Thanks David - this is a very welcomed clarification, as current lock guarding is
inconsistent and not very nice.
I've created a JIRA[1] in order to update the code and document a policy on this
issue.
[1] - ISPN-1429 remove lock guards(if trace.isTraceEnbled() .. ) where possible
On 28 Sep 2011, at 17:41, David M. Lloyd wrote:
On 09/28/2011 11:35 AM, Mircea Markus wrote:
> Hi,
>
> I'm not aware of any convention on using trace vs log.isTraceEnabled() to guard
the trace statements.
>
> if (trace) log.trace("some request related stuff")
> vs
> if (log.isTraceEnabled()) log.trace("some request related stuff");
>
> The former is more efficient, but cannot be managed at runtime. It seems to be the
preferred form, so shall we stick with it?
If you're using the jboss-logging API, and your log statement does not
do any interpolation, then it is just as fast to do any of the following
(with no if):
log.trace("blah");
log.tracef("the %s happened to %s", foo, bar);
log.tracev("the {0} happened to {1}", foo, bar);
In the case where trace logging is disabled, these are exactly as
efficient as the if (log.isTraceEnabled()) variants. In the case where
it is enabled, it is marginally more efficient (though the trace log
itself is substantially more expensive of course).
Overall I'd avoid the "if" forms unless you're doing complex
interpolation:
log.trace("Foo " + bar + " baz " + zap);
log.tracef("the %s happened to %s", fooMethod().barMethod(), bar);
...both of which incur the expense of the expression resolution even if
the log message is ultimately discarded.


▶ PROBLEM DETAILS: A word-for-word transcription of the whole listing is required.
********
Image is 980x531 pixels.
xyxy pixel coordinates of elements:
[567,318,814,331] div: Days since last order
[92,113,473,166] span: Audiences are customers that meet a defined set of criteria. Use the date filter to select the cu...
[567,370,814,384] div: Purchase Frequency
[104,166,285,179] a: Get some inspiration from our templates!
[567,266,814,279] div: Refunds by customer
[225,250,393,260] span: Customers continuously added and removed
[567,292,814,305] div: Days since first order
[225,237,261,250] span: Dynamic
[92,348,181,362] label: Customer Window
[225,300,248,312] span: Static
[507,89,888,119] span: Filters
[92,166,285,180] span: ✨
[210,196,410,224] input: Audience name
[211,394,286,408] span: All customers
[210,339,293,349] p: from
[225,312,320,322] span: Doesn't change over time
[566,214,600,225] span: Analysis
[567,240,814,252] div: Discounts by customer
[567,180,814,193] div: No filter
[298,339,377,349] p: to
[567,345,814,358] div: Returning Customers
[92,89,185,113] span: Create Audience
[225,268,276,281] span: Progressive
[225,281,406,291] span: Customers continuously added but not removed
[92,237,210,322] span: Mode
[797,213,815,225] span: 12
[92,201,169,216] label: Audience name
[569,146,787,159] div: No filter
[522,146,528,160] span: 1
********
▶ OUTPUT FOR THIS TASK:
Image is 980x531 pixels.
xyxy pixel coordinates of elements:
[567,318,814,331] div: Days since last order
[92,113,473,166] span: Audiences are customers that meet a defined set of criteria. Use the date filter to select the cu...
[567,370,814,384] div: Purchase Frequency
[104,166,285,179] a: Get some inspiration from our templates!
[567,266,814,279] div: Refunds by customer
[225,250,393,260] span: Customers continuously added and removed
[567,292,814,305] div: Days since first order
[225,237,261,250] span: Dynamic
[92,348,181,362] label: Customer Window
[225,300,248,312] span: Static
[507,89,888,119] span: Filters
[92,166,285,180] span: ✨
[210,196,410,224] input: Audience name
[211,394,286,408] span: All customers
[210,339,293,349] p: from
[225,312,320,322] span: Doesn't change over time
[566,214,600,225] span: Analysis
[567,240,814,252] div: Discounts by customer
[567,180,814,193] div: No filter
[298,339,377,349] p: to
[567,345,814,358] div: Returning Customers
[92,89,185,113] span: Create Audience
[225,268,276,281] span: Progressive
[225,281,406,291] span: Customers continuously added but not removed
[92,237,210,322] span: Mode
[797,213,815,225] span: 12
[92,201,169,216] label: Audience name
[569,146,787,159] div: No filter
[522,146,528,160] span: 1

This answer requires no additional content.